The reason for me, is that without a quantum theory of gravitation, I
am not sure we have the tools to formulate the question. Some theories
assume a big-bang almost embedded in a classical infinite space. I do
have problem with the notion of quantum vacuum when applied in any
"global" or "cosmological" setting. I do think that the quantum vacuum
is probably equivalent with the set of sigma_1 sentences "seen from
inside" (in the Gödelian sense), and that the physical universe(s) are
the branch of the quantum vacuum superposition in some Fock space, but
without a theory of space and time, or of space-time, quantized in
some appropriate way, I can't really ascribe sense to a notion like
beginning, ... except eventually as consciousness differentiating on
all computational histories, which makes time-duration into an
indexical of the mind. I have never really believed in notion like
time and space which are (provably when accepting the greek definition
and identifying belief and provable (Gödel's arithmetical beweisbar
predicate) emulated from the perspective of the machine supported by
computations.
If you understand that all dreams/subjective experience are emulated
in a tiny part of the arithmetical truth/reality, it is not so clear
if we have any evidence for a physical universe, as irreducible
ontological being.

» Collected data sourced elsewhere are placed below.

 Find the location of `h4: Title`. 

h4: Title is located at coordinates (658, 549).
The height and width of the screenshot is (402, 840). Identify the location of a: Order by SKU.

We have only evidence for a lasting sharable "video
game", and, when the math is done, consciousness differentiates and
stabilize on deep histories (in Bennett sense) by rare people in the
local sense, but with an extremely high measure in the relative sense.
And that is somehow what is offered by some Hamiltonian in the quantum
formalism (without reduction). With mechanism, it is the only way to
make sense of a machine consciousness as related to a "reality": from
the third person description of the first person experiences, they are
determined by a statistics on infinitely many computational histories.

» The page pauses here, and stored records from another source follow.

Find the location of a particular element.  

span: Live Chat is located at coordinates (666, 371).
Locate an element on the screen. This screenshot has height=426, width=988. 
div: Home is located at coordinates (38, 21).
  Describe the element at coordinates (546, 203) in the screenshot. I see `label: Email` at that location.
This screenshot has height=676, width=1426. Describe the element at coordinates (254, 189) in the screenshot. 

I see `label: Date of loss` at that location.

Like the old boy said "reality is an illusion albeit a persistent one.
Einstein just missed the universal machine/number as the universal
audience and performer, like Gödel, despite he is the first one to see
the isomorphism between (recursive) computation and number (sigma_0)
relations (Gödel missed also the Church-Turing thesis).
We should expect that most people are afraid by the elephant in the
room, also.
Bruno
Bruno
We know that mathematicians can use the language of mathematics to
write stories about irrational numbers, but nobody has ever
seen a irrational number of anything in the physical world.
And we know that a English professor can write stories about The
Lord Of The Rings, but noddy has ever seen Frodo Baggins or
The Shire.
> if your conjecture were true, it would be impossible for
irrational numbers to exist, since recurring repetitions of subset
strings would be impossible to avoid.
If the conjecture is true then there might be a
infinite number of Turing Machines in the Multiverse but they
couldn't communicate with each other and none of them would have a
infinite amount of tape. So any real Turing Machine in the
Multiverse is certain to eventually stop, not for any software
reason but because of hardware failure. Eventual any real Turing
machine will get a command like "move the read/wright head one box
to the left write a 1 in the box and then change to state
6.02*10^23" but it will be unable to move one box to the left
became it is already at the end of the tape and there is no more
matter in the observable universe to extend it. If no physical
process can produce them that seems to me a pretty good indication
that the physical universe doesn't need irrational numbers (or even
real numbers). Many Worlds is a theory about physics not
mathematics so the philosophic debate about the existence or
nonexistence of irrational numbers has no bearing on existence or
nonexistence of Many Worlds.
I am not sufficiently knowledgeable about Turing machines to
comment. HOWEVER, if you prefer, forget about number theory and
consider the FINITE AGE of our universe, the observable and
unobservable regions. It's been expanding for 13.8 billion years,
so its spatial extent must be FINITE. This undercuts your argument
about infinite repetitions of whatever.